There has been, I feel, a loss of direction at this great magazine over the last year or so - something that is perhaps understandable given some of the editorial upheaval behind the scenes. A new editor - Jason Cowley - takes over with Granta 101 and I am sure he will bring with it some verve and renewed impetus for the first part of its next century of issues.
Well I liked it
This is a sparkling collection of new writing from some of the literary greats, including Salman Rushdie (a brilliantly perceptive and quirky essay, starting at Heraclitus and moving to Pythagorus by way of Charlie Brown, Bob Dylan, Moby Dick and Leopold Bloom, among others); Martin Amis (with a wickedly satirical story about the future of terrorism), Hanif Kureishi (the exoticism of foreign sexuality in an excerpt from his latest book Something To Tell You); a short story by Helen Simpson (about selfishness and air travel), to name just a few of the many highlights. And Granta looks back at it's past too with the inclusion here of a some new poetry - from Lavinia Greenlaw, Don Paterson, Harold Pinter, Alice Oswald, Craig Raine, Derek Mahon, Michael Hofman and others. Marvellous!
The best short story in this edition comes from A M Homes, called May We Be Forgiven, it is an excoriating story about madness and adultery, searingly contemporary and tightly controlled, this may be one of her best pieces of writing.
Taken in total, I thought this edition, while it may not be the finest collection of contemporary writing to emerge from Granta so far, bodes well for its future success.
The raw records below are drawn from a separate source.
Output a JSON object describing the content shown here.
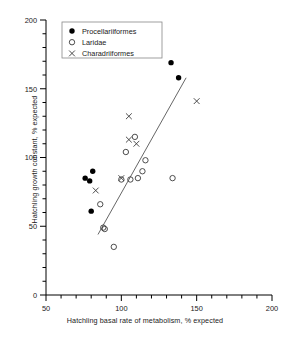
{
  "chart_data": {
    "type": "scatter",
    "title": "",
    "xlabel": "Hatchling basal rate of metabolism, % expected",
    "ylabel": "Hatchling growth constant, % expected",
    "xlim": [
      50,
      200
    ],
    "ylim": [
      0,
      200
    ],
    "xticks": [
      50,
      100,
      150,
      200
    ],
    "yticks": [
      0,
      50,
      100,
      150,
      200
    ],
    "xtick_labels": [
      "50",
      "100",
      "150",
      "200"
    ],
    "ytick_labels": [
      "0",
      "50",
      "100",
      "150",
      "200"
    ],
    "minor_tick_step": 10,
    "grid": false,
    "legend_position": "top-left",
    "series": [
      {
        "name": "Procellariiformes",
        "marker": "filled-circle",
        "color": "#000000",
        "points": [
          {
            "x": 76,
            "y": 85
          },
          {
            "x": 79,
            "y": 83
          },
          {
            "x": 81,
            "y": 90
          },
          {
            "x": 80,
            "y": 61
          },
          {
            "x": 133,
            "y": 169
          },
          {
            "x": 138,
            "y": 158
          }
        ]
      },
      {
        "name": "Laridae",
        "marker": "open-circle",
        "color": "#3a3a3a",
        "points": [
          {
            "x": 86,
            "y": 66
          },
          {
            "x": 88,
            "y": 49
          },
          {
            "x": 89,
            "y": 48
          },
          {
            "x": 95,
            "y": 35
          },
          {
            "x": 103,
            "y": 104
          },
          {
            "x": 106,
            "y": 84
          },
          {
            "x": 109,
            "y": 115
          },
          {
            "x": 111,
            "y": 85
          },
          {
            "x": 114,
            "y": 90
          },
          {
            "x": 116,
            "y": 98
          },
          {
            "x": 134,
            "y": 85
          },
          {
            "x": 100,
            "y": 84
          }
        ]
      },
      {
        "name": "Charadriiformes",
        "marker": "cross",
        "color": "#3a3a3a",
        "points": [
          {
            "x": 83,
            "y": 76
          },
          {
            "x": 100,
            "y": 85
          },
          {
            "x": 105,
            "y": 130
          },
          {
            "x": 105,
            "y": 113
          },
          {
            "x": 110,
            "y": 110
          },
          {
            "x": 150,
            "y": 141
          }
        ]
      }
    ],
    "trend_line": {
      "x1": 84.5,
      "y1": 44,
      "x2": 143,
      "y2": 158
    }
  },
  "legend": {
    "entries": [
      {
        "label": "Procellariiformes"
      },
      {
        "label": "Laridae"
      },
      {
        "label": "Charadriiformes"
      }
    ]
  },
  "axes": {
    "x_title": "Hatchling basal rate of metabolism, % expected",
    "y_title": "Hatchling growth constant, % expected"
  }
}
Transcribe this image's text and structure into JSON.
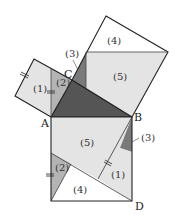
{
  "diagram": {
    "vertices": {
      "A": "A",
      "B": "B",
      "C": "C",
      "D": "D"
    },
    "piece_labels": {
      "p1": "(1)",
      "p2": "(2)",
      "p3": "(3)",
      "p4": "(4)",
      "p5": "(5)"
    },
    "colors": {
      "triangle": "#555555",
      "piece_light": "#e4e4e4",
      "piece_mid": "#b4b4b4",
      "piece_dark": "#7a7a7a",
      "piece_white": "#ffffff",
      "line": "#222222"
    }
  }
}
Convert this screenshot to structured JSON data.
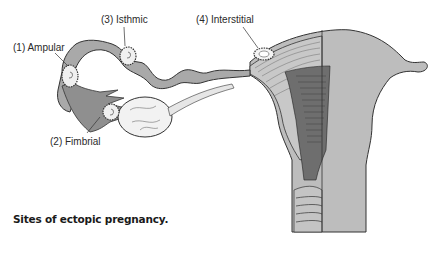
{
  "figure": {
    "caption": "Sites of ectopic pregnancy.",
    "labels": [
      {
        "id": "ampular",
        "text": "(1) Ampular"
      },
      {
        "id": "fimbrial",
        "text": "(2) Fimbrial"
      },
      {
        "id": "isthmic",
        "text": "(3) Isthmic"
      },
      {
        "id": "interstitial",
        "text": "(4) Interstitial"
      }
    ],
    "colors": {
      "tissue": "#b8b8b8",
      "tissue_dark": "#8a8a8a",
      "outline": "#333333",
      "light": "#e8e8e8",
      "background": "#ffffff"
    }
  }
}
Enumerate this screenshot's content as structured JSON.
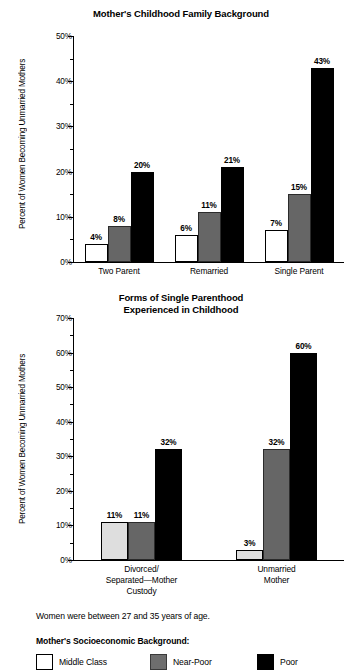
{
  "figure": {
    "footnote": "Women were between 27 and 35 years of age.",
    "legend_title": "Mother's Socioeconomic Background:",
    "legend": [
      {
        "key": "middle",
        "label": "Middle Class",
        "color": "#ffffff"
      },
      {
        "key": "near",
        "label": "Near-Poor",
        "color": "#6e6e6e"
      },
      {
        "key": "poor",
        "label": "Poor",
        "color": "#000000"
      }
    ]
  },
  "chart_data": [
    {
      "type": "bar",
      "title": "Mother's Childhood Family Background",
      "xlabel": "",
      "ylabel": "Percent of Women Becoming Unmarried Mothers",
      "ylim": [
        0,
        50
      ],
      "ytick_step": 10,
      "yminor_step": 5,
      "ytick_labels": [
        "0%",
        "10%",
        "20%",
        "30%",
        "40%",
        "50%"
      ],
      "grid": false,
      "legend_position": "below-figure",
      "categories": [
        "Two Parent",
        "Remarried",
        "Single Parent"
      ],
      "series": [
        {
          "name": "Middle Class",
          "values": [
            4,
            6,
            7
          ],
          "labels": [
            "4%",
            "6%",
            "7%"
          ]
        },
        {
          "name": "Near-Poor",
          "values": [
            8,
            11,
            15
          ],
          "labels": [
            "8%",
            "11%",
            "15%"
          ]
        },
        {
          "name": "Poor",
          "values": [
            20,
            21,
            43
          ],
          "labels": [
            "20%",
            "21%",
            "43%"
          ]
        }
      ]
    },
    {
      "type": "bar",
      "title_line1": "Forms of Single Parenthood",
      "title_line2": "Experienced in Childhood",
      "title": "Forms of Single Parenthood Experienced in Childhood",
      "xlabel": "",
      "ylabel": "Percent of Women Becoming Unmarried Mothers",
      "ylim": [
        0,
        70
      ],
      "ytick_step": 10,
      "yminor_step": 5,
      "ytick_labels": [
        "0%",
        "10%",
        "20%",
        "30%",
        "40%",
        "50%",
        "60%",
        "70%"
      ],
      "grid": false,
      "legend_position": "below-figure",
      "categories": [
        "Divorced/ Separated—Mother Custody",
        "Unmarried Mother"
      ],
      "category_lines": [
        [
          "Divorced/",
          "Separated—Mother",
          "Custody"
        ],
        [
          "Unmarried",
          "Mother"
        ]
      ],
      "series": [
        {
          "name": "Middle Class",
          "values": [
            11,
            3
          ],
          "labels": [
            "11%",
            "3%"
          ]
        },
        {
          "name": "Near-Poor",
          "values": [
            11,
            32
          ],
          "labels": [
            "11%",
            "32%"
          ]
        },
        {
          "name": "Poor",
          "values": [
            32,
            60
          ],
          "labels": [
            "32%",
            "60%"
          ]
        }
      ]
    }
  ]
}
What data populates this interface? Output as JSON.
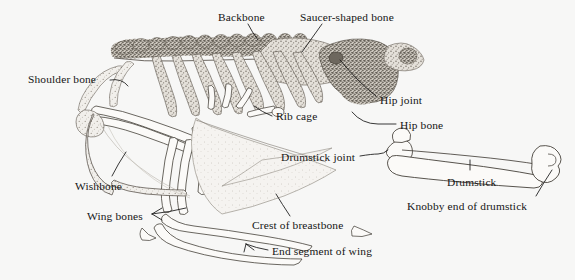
{
  "figure": {
    "style": "stippled pen-and-ink engraving",
    "background_color": "#f7f7f6",
    "ink_color": "#151515",
    "bone_fill_light": "#efefec",
    "bone_fill_mid": "#b9b5ad",
    "bone_fill_dark": "#8d887e"
  },
  "labels": [
    {
      "id": "backbone",
      "text": "Backbone",
      "x": 218,
      "y": 12
    },
    {
      "id": "saucer-shaped-bone",
      "text": "Saucer-shaped bone",
      "x": 300,
      "y": 12
    },
    {
      "id": "shoulder-bone",
      "text": "Shoulder bone",
      "x": 28,
      "y": 74
    },
    {
      "id": "hip-joint",
      "text": "Hip joint",
      "x": 380,
      "y": 95
    },
    {
      "id": "rib-cage",
      "text": "Rib cage",
      "x": 276,
      "y": 111
    },
    {
      "id": "hip-bone",
      "text": "Hip bone",
      "x": 400,
      "y": 120
    },
    {
      "id": "drumstick-joint",
      "text": "Drumstick joint",
      "x": 281,
      "y": 152
    },
    {
      "id": "drumstick",
      "text": "Drumstick",
      "x": 447,
      "y": 177
    },
    {
      "id": "wishbone",
      "text": "Wishbone",
      "x": 75,
      "y": 181
    },
    {
      "id": "knobby-end",
      "text": "Knobby end of drumstick",
      "x": 407,
      "y": 201
    },
    {
      "id": "wing-bones",
      "text": "Wing bones",
      "x": 87,
      "y": 211
    },
    {
      "id": "crest-of-breastbone",
      "text": "Crest of breastbone",
      "x": 252,
      "y": 220
    },
    {
      "id": "end-segment-of-wing",
      "text": "End segment of wing",
      "x": 272,
      "y": 246
    }
  ],
  "anatomy_parts": [
    "backbone (vertebral column)",
    "saucer-shaped bone",
    "shoulder bone",
    "rib cage",
    "hip bone",
    "hip joint",
    "wishbone",
    "wing bones",
    "end segment of wing",
    "crest of breastbone",
    "drumstick joint",
    "drumstick",
    "knobby end of drumstick"
  ]
}
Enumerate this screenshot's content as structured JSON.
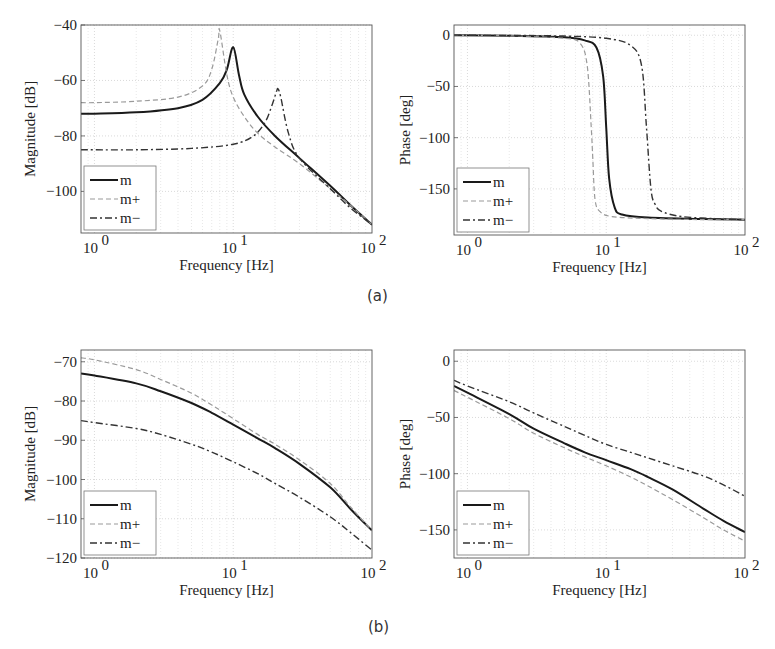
{
  "captions": {
    "a": "(a)",
    "b": "(b)"
  },
  "legend": [
    {
      "label": "m",
      "style": "solid",
      "color": "#1a1a1a",
      "width": 2.0
    },
    {
      "label": "m+",
      "style": "dashed",
      "color": "#9a9a9a",
      "width": 1.2
    },
    {
      "label": "m−",
      "style": "dashdot",
      "color": "#333333",
      "width": 1.4
    }
  ],
  "chart_data": [
    {
      "id": "a-magnitude",
      "type": "line",
      "title": "",
      "xlabel": "Frequency [Hz]",
      "ylabel": "Magnitude [dB]",
      "xscale": "log",
      "xlim": [
        0.8,
        100
      ],
      "ylim": [
        -115,
        -40
      ],
      "xticks": [
        1,
        10,
        100
      ],
      "xtick_labels": [
        "10^0",
        "10^1",
        "10^2"
      ],
      "yticks": [
        -40,
        -60,
        -80,
        -100
      ],
      "grid": true,
      "legend_position": "lower left",
      "series": [
        {
          "name": "m",
          "x": [
            0.8,
            1,
            2,
            4,
            6,
            8,
            9,
            10,
            11,
            12,
            15,
            20,
            30,
            50,
            70,
            100
          ],
          "y": [
            -72,
            -72,
            -71.5,
            -70,
            -67,
            -61,
            -56,
            -48,
            -58,
            -65,
            -73,
            -80,
            -88,
            -98,
            -105,
            -112
          ]
        },
        {
          "name": "m+",
          "x": [
            0.8,
            1,
            2,
            4,
            6,
            7,
            7.8,
            8,
            9,
            10,
            12,
            15,
            20,
            30,
            50,
            70,
            100
          ],
          "y": [
            -68,
            -68,
            -67.5,
            -66,
            -62,
            -56,
            -45,
            -42,
            -58,
            -66,
            -73,
            -79,
            -84,
            -90,
            -99,
            -105,
            -112
          ]
        },
        {
          "name": "m−",
          "x": [
            0.8,
            1,
            2,
            5,
            10,
            14,
            17,
            19,
            20.5,
            21,
            22,
            25,
            30,
            50,
            70,
            100
          ],
          "y": [
            -85,
            -85,
            -85,
            -84.5,
            -83,
            -80,
            -75,
            -69,
            -64,
            -63,
            -66,
            -79,
            -88,
            -99,
            -106,
            -112
          ]
        }
      ]
    },
    {
      "id": "a-phase",
      "type": "line",
      "title": "",
      "xlabel": "Frequency [Hz]",
      "ylabel": "Phase [deg]",
      "xscale": "log",
      "xlim": [
        0.8,
        100
      ],
      "ylim": [
        -195,
        10
      ],
      "xticks": [
        1,
        10,
        100
      ],
      "xtick_labels": [
        "10^0",
        "10^1",
        "10^2"
      ],
      "yticks": [
        0,
        -50,
        -100,
        -150
      ],
      "grid": true,
      "legend_position": "lower left",
      "series": [
        {
          "name": "m",
          "x": [
            0.8,
            2,
            5,
            7,
            8.5,
            9.5,
            10,
            10.5,
            11.5,
            13,
            20,
            50,
            100
          ],
          "y": [
            0,
            -0.5,
            -2,
            -5,
            -12,
            -40,
            -90,
            -140,
            -168,
            -175,
            -178,
            -179.5,
            -180
          ]
        },
        {
          "name": "m+",
          "x": [
            0.8,
            2,
            5,
            6.5,
            7.3,
            7.8,
            8,
            8.3,
            9,
            11,
            20,
            50,
            100
          ],
          "y": [
            0,
            -0.5,
            -3,
            -8,
            -30,
            -90,
            -120,
            -160,
            -172,
            -177,
            -179,
            -180,
            -180
          ]
        },
        {
          "name": "m−",
          "x": [
            0.8,
            2,
            5,
            10,
            15,
            18,
            19.5,
            21,
            22.5,
            25,
            35,
            60,
            100
          ],
          "y": [
            0,
            -0.2,
            -0.8,
            -3,
            -10,
            -30,
            -90,
            -150,
            -165,
            -172,
            -177,
            -179,
            -180
          ]
        }
      ]
    },
    {
      "id": "b-magnitude",
      "type": "line",
      "title": "",
      "xlabel": "Frequency [Hz]",
      "ylabel": "Magnitude [dB]",
      "xscale": "log",
      "xlim": [
        0.8,
        100
      ],
      "ylim": [
        -120,
        -67
      ],
      "xticks": [
        1,
        10,
        100
      ],
      "xtick_labels": [
        "10^0",
        "10^1",
        "10^2"
      ],
      "yticks": [
        -70,
        -80,
        -90,
        -100,
        -110,
        -120
      ],
      "grid": true,
      "legend_position": "lower left",
      "series": [
        {
          "name": "m",
          "x": [
            0.8,
            1,
            2,
            3,
            5,
            7,
            10,
            15,
            20,
            30,
            50,
            70,
            100
          ],
          "y": [
            -73,
            -73.5,
            -75.5,
            -77.5,
            -80.5,
            -83,
            -86,
            -89.5,
            -92,
            -96,
            -102,
            -107.5,
            -113
          ]
        },
        {
          "name": "m+",
          "x": [
            0.8,
            1,
            2,
            3,
            5,
            7,
            10,
            15,
            20,
            30,
            50,
            70,
            100
          ],
          "y": [
            -69,
            -69.5,
            -72,
            -74.5,
            -78,
            -81,
            -84.5,
            -88.5,
            -91,
            -95,
            -101,
            -107,
            -113
          ]
        },
        {
          "name": "m−",
          "x": [
            0.8,
            1,
            2,
            3,
            5,
            7,
            10,
            15,
            20,
            30,
            50,
            70,
            100
          ],
          "y": [
            -85,
            -85.5,
            -87,
            -88.5,
            -91,
            -93,
            -95.5,
            -98.5,
            -101,
            -104.5,
            -109.5,
            -113.5,
            -118
          ]
        }
      ]
    },
    {
      "id": "b-phase",
      "type": "line",
      "title": "",
      "xlabel": "Frequency [Hz]",
      "ylabel": "Phase [deg]",
      "xscale": "log",
      "xlim": [
        0.8,
        100
      ],
      "ylim": [
        -175,
        10
      ],
      "xticks": [
        1,
        10,
        100
      ],
      "xtick_labels": [
        "10^0",
        "10^1",
        "10^2"
      ],
      "yticks": [
        0,
        -50,
        -100,
        -150
      ],
      "grid": true,
      "legend_position": "lower left",
      "series": [
        {
          "name": "m",
          "x": [
            0.8,
            1,
            2,
            3,
            5,
            7,
            10,
            15,
            20,
            30,
            50,
            70,
            100
          ],
          "y": [
            -22,
            -28,
            -47,
            -60,
            -73,
            -81,
            -88,
            -96,
            -103,
            -114,
            -131,
            -142,
            -152
          ]
        },
        {
          "name": "m+",
          "x": [
            0.8,
            1,
            2,
            3,
            5,
            7,
            10,
            15,
            20,
            30,
            50,
            70,
            100
          ],
          "y": [
            -26,
            -32,
            -51,
            -64,
            -77,
            -85,
            -93,
            -103,
            -111,
            -123,
            -139,
            -150,
            -160
          ]
        },
        {
          "name": "m−",
          "x": [
            0.8,
            1,
            2,
            3,
            5,
            7,
            10,
            15,
            20,
            30,
            50,
            70,
            100
          ],
          "y": [
            -17,
            -22,
            -36,
            -46,
            -58,
            -66,
            -74,
            -81,
            -86,
            -93,
            -102,
            -110,
            -120
          ]
        }
      ]
    }
  ],
  "layout": {
    "panels": [
      {
        "x0": 81,
        "x1": 372,
        "y0": 25,
        "y1": 233
      },
      {
        "x0": 454,
        "x1": 745,
        "y0": 25,
        "y1": 235
      },
      {
        "x0": 81,
        "x1": 372,
        "y0": 350,
        "y1": 558
      },
      {
        "x0": 454,
        "x1": 745,
        "y0": 350,
        "y1": 558
      }
    ]
  }
}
William Boyd did a great job.
A decent landmark issue
Being issue 100 and considering the departure of Editor Ian Jack, this was never going to be a 'normal' issue of Granta.
While there is still the usual array of fiction, non-fiction and photo-essay here, poetry is also thrown into the mix here, to varied effect.
Like the other reviwer, I agree that the Julian Barnes and Hanif Kureishi pieces are exemplary, although I must disagree and say that I thoroughly enjoyed the Rushdie and challenging Amis, a writer who seems to have got over his early-twentieth century dip in form.
The quality is a bit mixed, but it is good, and worthwhile, to see the names in this issue that have made Granta what it is today, even if they won't make it what it seems to be becoming under Cowley's editorship (which has begun with a stunning new, much more modern look - although this does ruin the look of rows of Granta on the bookshelves a little).
There are some new faces here, notably Tash Aw, and Helen Oyeyemi (whose piece I found a little disappointing, having not read her before but heard a lot about her prodigious talent).